Answer: “Ode on a Grecian Urn” is one of the most celebrated romantic poems by the great Romantic poet John Keats. The poem captures the poet’s subjective approach to an ancient Grecian urn and a traditional physical object like the urn has been used as metaphor to signify abstract ideas such as truth and eternity. In the poem, Keats explores the power and permanence of art as typified by the urn and establishes its connection with transient life. It also graphically furnishes the contrast between the ideal and the real.
The poem opens with a description of the urn as a bride, a foster-child, a historian. All these personifications subtly indicate the permanence of the urn over time. The poet describes the pastoral scenes engraved on the surface of the urn and establishes its supremacy by saying that “Heard melodies are sweet, but those unheard / Are sweeter; . .” The world depicted on the urn’s surface is an ideal one. Its per-eminence is established through its immutability — “Fair youth, beneath the trees, thou canst not leave / Thy song, nor ever can those trees be bare”. In the ideal world of the urn, it is eternal spring. ‘The weariness, the fever, and the fret’ can never touch the figures on the urn. They are forever happy as they are not subject to sufferings and pains, decay and death — “Ah, happy, happy boughs! that cannot shed / Your leaves, nor ever bid the Spring adieu; / And, happy melodist, unwearied, / Forever piping songs for ever new.” In contrast, human beings on earth are subject to all types of maladies, troubles and woes. The contrast is striking —”Forever warm and still to be enjoyed, / Forever panting, and forever young; / All breathing human passion far above, / That leaves a heart high-sorrowful and cloyed, / A burning forehead, and a parching tongue.” The urn is immune from the negative aspects of time. It will continue to exist to teach human beings great lessons.
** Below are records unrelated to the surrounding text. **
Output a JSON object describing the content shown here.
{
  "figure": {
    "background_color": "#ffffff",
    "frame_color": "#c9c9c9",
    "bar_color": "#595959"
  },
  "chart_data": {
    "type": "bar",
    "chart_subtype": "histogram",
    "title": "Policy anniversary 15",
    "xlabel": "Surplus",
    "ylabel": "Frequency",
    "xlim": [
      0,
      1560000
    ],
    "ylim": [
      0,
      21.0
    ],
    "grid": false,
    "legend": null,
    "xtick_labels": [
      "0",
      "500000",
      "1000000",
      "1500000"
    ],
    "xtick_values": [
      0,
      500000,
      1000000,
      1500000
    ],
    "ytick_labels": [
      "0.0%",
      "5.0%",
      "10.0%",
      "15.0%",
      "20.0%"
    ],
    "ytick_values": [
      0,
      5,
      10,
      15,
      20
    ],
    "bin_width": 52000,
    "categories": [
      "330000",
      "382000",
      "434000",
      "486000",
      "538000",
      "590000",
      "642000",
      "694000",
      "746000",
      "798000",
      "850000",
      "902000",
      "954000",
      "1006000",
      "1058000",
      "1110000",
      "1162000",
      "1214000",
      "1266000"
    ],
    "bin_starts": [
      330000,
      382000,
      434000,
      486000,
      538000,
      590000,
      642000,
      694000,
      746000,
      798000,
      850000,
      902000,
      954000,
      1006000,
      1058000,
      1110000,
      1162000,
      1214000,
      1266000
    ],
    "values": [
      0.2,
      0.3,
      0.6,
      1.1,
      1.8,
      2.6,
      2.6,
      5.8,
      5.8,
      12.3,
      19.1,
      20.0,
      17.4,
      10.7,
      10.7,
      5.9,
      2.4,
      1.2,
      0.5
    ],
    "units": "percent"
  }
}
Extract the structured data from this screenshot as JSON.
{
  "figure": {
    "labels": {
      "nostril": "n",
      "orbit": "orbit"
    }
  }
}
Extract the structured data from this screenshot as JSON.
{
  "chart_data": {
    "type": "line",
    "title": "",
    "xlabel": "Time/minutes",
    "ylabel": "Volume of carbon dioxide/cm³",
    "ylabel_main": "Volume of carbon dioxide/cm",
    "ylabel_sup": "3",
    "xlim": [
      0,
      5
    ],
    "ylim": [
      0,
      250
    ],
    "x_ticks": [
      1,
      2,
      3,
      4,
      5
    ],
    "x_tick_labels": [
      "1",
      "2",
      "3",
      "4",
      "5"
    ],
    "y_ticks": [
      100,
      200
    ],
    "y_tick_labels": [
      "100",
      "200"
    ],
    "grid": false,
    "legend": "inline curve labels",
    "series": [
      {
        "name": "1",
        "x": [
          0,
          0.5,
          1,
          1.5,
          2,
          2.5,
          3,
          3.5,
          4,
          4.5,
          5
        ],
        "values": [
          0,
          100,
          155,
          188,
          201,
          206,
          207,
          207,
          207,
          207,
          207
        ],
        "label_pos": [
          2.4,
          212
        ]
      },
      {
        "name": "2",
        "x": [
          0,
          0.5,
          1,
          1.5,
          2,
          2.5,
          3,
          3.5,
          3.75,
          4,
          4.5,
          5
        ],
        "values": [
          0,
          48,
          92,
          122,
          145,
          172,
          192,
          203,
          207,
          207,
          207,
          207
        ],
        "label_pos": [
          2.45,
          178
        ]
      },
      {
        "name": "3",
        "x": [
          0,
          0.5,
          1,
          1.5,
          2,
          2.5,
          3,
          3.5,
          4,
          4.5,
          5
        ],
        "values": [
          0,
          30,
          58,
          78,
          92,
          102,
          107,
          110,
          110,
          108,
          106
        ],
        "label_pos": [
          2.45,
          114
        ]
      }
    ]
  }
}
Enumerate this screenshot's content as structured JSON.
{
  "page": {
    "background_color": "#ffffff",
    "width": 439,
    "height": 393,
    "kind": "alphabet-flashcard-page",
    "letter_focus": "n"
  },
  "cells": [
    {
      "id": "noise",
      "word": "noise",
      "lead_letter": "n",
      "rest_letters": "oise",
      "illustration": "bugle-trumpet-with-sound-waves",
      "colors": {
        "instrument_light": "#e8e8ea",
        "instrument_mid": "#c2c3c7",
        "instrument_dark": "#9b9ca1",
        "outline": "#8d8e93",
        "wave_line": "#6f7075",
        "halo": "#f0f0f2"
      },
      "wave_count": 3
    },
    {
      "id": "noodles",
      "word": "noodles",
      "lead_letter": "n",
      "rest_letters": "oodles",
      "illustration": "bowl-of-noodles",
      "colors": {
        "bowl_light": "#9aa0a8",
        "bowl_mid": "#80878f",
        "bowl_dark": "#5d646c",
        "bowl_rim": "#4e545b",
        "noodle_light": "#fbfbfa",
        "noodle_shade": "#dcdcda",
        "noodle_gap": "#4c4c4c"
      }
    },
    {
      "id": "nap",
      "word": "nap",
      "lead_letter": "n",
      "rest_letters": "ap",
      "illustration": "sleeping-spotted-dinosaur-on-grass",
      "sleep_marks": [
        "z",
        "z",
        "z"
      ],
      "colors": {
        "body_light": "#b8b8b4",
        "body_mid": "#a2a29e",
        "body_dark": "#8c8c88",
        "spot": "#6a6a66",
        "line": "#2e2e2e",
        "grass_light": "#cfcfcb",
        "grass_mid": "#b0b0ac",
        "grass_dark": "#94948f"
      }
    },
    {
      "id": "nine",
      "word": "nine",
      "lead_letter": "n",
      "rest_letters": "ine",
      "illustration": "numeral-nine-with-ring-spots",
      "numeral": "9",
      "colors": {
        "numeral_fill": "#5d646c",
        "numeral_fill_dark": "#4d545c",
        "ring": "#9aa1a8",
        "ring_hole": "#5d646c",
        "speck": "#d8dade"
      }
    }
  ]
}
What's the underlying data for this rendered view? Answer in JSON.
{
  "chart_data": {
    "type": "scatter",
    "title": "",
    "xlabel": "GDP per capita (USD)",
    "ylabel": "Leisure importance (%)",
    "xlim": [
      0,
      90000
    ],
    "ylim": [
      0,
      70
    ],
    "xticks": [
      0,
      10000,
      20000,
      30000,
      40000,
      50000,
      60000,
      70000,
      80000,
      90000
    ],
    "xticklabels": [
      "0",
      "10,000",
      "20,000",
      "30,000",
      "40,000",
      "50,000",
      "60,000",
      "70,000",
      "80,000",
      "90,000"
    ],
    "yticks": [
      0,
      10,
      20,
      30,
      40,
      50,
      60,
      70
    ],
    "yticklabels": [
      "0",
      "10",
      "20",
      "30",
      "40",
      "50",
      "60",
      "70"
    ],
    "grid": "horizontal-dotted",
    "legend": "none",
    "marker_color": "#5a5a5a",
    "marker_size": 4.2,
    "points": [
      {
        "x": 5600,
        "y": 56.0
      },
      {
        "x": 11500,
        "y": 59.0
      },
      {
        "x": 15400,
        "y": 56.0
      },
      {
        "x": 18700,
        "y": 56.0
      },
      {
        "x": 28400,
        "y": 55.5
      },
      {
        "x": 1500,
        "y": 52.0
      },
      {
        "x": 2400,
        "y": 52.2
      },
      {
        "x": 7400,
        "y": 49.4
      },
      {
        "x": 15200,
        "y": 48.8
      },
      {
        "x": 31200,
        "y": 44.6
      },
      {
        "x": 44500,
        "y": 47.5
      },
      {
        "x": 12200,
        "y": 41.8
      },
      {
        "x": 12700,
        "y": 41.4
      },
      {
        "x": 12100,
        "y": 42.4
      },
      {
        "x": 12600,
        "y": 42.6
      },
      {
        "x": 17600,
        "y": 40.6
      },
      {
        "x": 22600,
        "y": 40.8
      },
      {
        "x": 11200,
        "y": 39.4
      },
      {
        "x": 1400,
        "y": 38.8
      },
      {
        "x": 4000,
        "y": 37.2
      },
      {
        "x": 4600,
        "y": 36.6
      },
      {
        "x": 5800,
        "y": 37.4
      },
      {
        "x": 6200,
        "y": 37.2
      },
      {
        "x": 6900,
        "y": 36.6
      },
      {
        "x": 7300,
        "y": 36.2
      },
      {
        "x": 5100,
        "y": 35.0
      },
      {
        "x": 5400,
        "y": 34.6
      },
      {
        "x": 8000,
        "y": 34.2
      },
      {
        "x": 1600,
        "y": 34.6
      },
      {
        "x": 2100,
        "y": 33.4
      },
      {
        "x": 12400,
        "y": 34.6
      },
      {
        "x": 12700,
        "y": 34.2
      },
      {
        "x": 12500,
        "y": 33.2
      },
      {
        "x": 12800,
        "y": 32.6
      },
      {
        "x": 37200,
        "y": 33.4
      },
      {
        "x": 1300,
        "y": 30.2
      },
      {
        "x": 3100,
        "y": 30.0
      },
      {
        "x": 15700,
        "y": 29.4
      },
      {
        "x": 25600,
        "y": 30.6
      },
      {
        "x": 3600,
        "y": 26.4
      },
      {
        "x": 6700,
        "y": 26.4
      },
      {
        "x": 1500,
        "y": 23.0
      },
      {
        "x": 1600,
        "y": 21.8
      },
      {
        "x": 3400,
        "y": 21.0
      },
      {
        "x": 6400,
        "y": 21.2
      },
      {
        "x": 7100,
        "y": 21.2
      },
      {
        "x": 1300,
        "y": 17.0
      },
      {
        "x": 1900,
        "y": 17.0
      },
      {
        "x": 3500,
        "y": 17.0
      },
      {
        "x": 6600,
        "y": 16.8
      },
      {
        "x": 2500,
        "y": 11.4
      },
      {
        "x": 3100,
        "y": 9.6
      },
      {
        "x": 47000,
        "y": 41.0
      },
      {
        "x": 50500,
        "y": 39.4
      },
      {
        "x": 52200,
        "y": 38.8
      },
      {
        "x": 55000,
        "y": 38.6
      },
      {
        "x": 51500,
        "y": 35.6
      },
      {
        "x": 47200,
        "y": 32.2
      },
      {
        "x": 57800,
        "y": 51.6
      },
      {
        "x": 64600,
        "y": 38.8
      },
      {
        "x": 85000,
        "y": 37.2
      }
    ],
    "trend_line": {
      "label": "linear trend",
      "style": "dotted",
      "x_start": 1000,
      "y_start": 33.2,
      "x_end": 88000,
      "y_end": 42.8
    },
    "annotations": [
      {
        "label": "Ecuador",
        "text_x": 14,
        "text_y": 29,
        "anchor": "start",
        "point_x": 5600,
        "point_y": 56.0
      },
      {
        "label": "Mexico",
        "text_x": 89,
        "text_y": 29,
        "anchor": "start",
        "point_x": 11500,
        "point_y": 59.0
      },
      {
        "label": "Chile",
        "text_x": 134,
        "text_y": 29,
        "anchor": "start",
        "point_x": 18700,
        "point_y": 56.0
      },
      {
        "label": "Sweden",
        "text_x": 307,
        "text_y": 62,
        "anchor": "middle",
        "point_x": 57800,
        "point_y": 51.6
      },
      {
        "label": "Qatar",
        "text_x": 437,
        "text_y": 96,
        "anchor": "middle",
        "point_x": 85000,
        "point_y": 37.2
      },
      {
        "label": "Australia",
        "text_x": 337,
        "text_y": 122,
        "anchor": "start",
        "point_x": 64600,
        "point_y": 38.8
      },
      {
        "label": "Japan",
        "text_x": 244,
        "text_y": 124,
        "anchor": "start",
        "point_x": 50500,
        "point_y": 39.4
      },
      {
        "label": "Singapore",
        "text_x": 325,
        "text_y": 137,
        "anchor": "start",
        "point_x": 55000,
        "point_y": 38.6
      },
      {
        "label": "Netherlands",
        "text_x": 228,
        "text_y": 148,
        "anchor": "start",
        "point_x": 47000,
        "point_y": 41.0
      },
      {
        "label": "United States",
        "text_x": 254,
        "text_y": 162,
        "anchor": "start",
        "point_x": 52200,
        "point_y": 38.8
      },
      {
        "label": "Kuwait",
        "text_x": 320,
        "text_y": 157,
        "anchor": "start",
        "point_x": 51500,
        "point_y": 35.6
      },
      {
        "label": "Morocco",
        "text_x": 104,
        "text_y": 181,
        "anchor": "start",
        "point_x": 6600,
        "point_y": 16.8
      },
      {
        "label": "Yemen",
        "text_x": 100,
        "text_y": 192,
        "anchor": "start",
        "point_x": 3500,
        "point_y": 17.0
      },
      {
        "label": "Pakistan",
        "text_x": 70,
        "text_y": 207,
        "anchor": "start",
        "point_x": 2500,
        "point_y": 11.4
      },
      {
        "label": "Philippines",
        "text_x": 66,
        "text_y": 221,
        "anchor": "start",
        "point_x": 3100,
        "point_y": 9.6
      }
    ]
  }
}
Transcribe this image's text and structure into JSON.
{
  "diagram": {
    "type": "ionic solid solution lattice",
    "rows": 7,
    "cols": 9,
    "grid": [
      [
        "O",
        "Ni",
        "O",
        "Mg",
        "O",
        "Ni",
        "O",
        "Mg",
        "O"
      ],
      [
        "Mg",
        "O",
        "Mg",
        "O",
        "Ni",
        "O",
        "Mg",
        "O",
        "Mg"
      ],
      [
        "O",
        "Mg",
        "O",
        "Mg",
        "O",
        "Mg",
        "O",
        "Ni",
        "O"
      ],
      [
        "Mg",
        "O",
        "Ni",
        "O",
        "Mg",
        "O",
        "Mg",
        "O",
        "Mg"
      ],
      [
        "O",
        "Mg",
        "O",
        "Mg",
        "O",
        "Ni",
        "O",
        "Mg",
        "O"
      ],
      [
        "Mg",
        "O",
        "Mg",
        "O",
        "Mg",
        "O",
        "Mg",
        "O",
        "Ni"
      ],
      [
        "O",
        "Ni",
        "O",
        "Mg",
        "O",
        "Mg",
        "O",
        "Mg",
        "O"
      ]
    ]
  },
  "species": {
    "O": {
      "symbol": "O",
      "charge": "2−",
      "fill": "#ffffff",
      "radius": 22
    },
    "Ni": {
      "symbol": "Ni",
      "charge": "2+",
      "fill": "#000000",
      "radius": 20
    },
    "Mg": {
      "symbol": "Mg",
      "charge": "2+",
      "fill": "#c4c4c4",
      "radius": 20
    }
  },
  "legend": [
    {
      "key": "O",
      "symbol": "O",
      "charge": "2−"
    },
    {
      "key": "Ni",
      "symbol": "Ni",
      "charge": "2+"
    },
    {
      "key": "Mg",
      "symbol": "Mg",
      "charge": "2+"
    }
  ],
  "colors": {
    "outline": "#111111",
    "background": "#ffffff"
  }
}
In the concluding stanza, the poet completes the connection between the abstract and the concrete. “Beauty is truth, truth beauty” sums up the relationships described throughout the poem.
The language in the poem is magnificent. The tone is quite interesting, as Keats seems truly awed and astonished by the urn he reflects over. His diction is rather elevated. The poem is written in pentameter, throughout, which leads to a very flowing rhythmic effect; the rhyme scheme is somewhat unusual, but Keats breaks the form with this five-part poem, so there is nothing unusual in his creation of an peculiar rhyme pattern, that of A-B-A-B-C-D-E – D – C – E. Poetic devices like alliteration such as “silence and slow”, “leaf-fringed legend”, .”Ah, happy, happy boughs” and “Of marble men and maidens overwrought” add to the beauty of the poem.
In “,Ode on a Grecian Urn”, Keats uses language and an ancient Grecian urn, to link abstract concepts to real, concrete things. Using iambic pentameter, and a unique rhyme scheme, and some devices of figurative language, Keats sets up a melodic, beautifully flowing poem which explores the relation between art and life, the ideal and the real.